Playlists- Important to Spotify and Apple Music

Staff Writer

Creating and/or listening to playlists play a major role in the listening habits of Spotify and Apple Music users, says a recent overseas report. But such playlists are not a replacement for, but more complement to, the role of traditional radio in providing familiar hits and new songs.

Up to 90% of the 500 surveyed by music industry consumer research company MusicWatch said they created playlists or listened to them. Eight in ten of paid or “premium” subscribers (Spotify has 39 million of them, Apple Music 15 million) listened to their service every day, half of whom listened to a playlist each time they went online to stream music.

Nine out of 10 subscribers created at least one playlist in the last three months, while four out of 10 create fresh playlists each week. Most compile them for family and friends, but 45% share their playlists. 85% are drawn to a playlist because of the songs, not the person who created them. Only half listen to the songs in the order they are playlisted, preferring to personalise them.

“Playlisting has become the fabric of the music streaming experience,” said Russ Crupnick, Managing Partner of MusicWatch. “The ability to listen to and create playlists has become as important a feature as the catalogue of music itself.”

The most popular playlists were genre-based (68%) with Top 40 and chart based playlists (Top 50, Best of the Year) tying with mood-based lists, attracting 50% of users each. According to the report, two-thirds listen to current hit playlists, while 44% use it for discovery, through Spotify’s Discovery Weekly (used by 15% of respondents) and Apple Music’s Discovery Mix (21%).

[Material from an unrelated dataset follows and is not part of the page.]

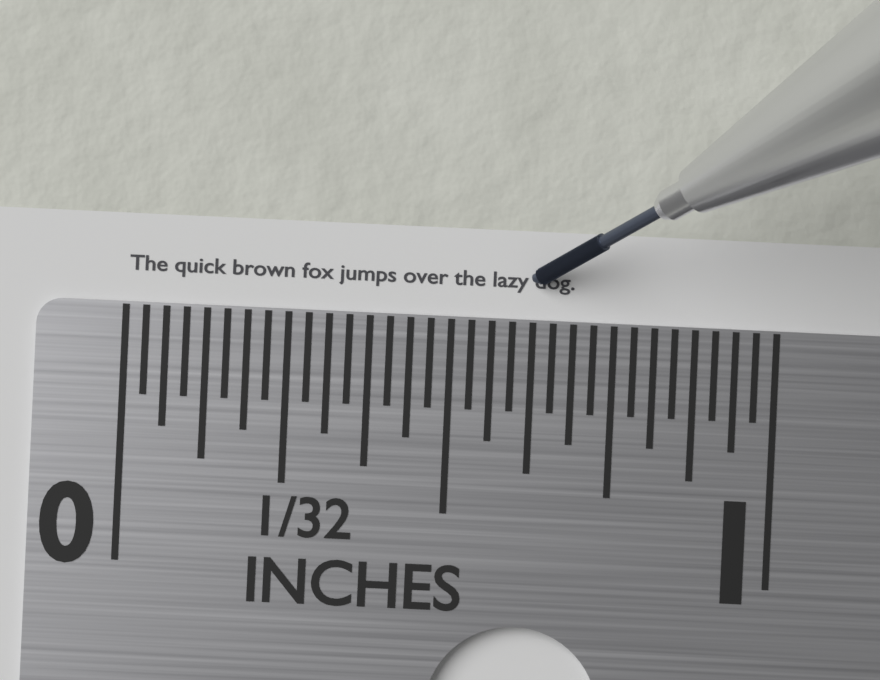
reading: 0.68750 in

Up to 80% of streamers also listen to music on AM and FM radio. This figure confirms the finding of other reports that radio is regarded as an important source for music fans to hear new music.

Crupnick added, “We set out to understand what’s really important to listeners, and it’s the essence of the song and the artist that wins, in the end. There’s debate about human versus machine curation, about celebrity personalization, and about music sharing on social platforms, but ultimately listeners are really most concerned about whether a playlist provides song that they like and offers a touch of music discovery, too.”

In Australia, a Roy Morgan research from last month (as reported in TMN) found that 19.7% of the population have adopted music streaming services as Spotify or Apple Music, and 9.6% are using streaming radio services like Pandora.

Streaming has become so popular in this country that in the period between April 2015 to March 2016, only 4.6% paid to download tracks compared to 6.1% in the 12 months to March 2012, and 1.1% buy CDs online compared to 2.1% from a few years before.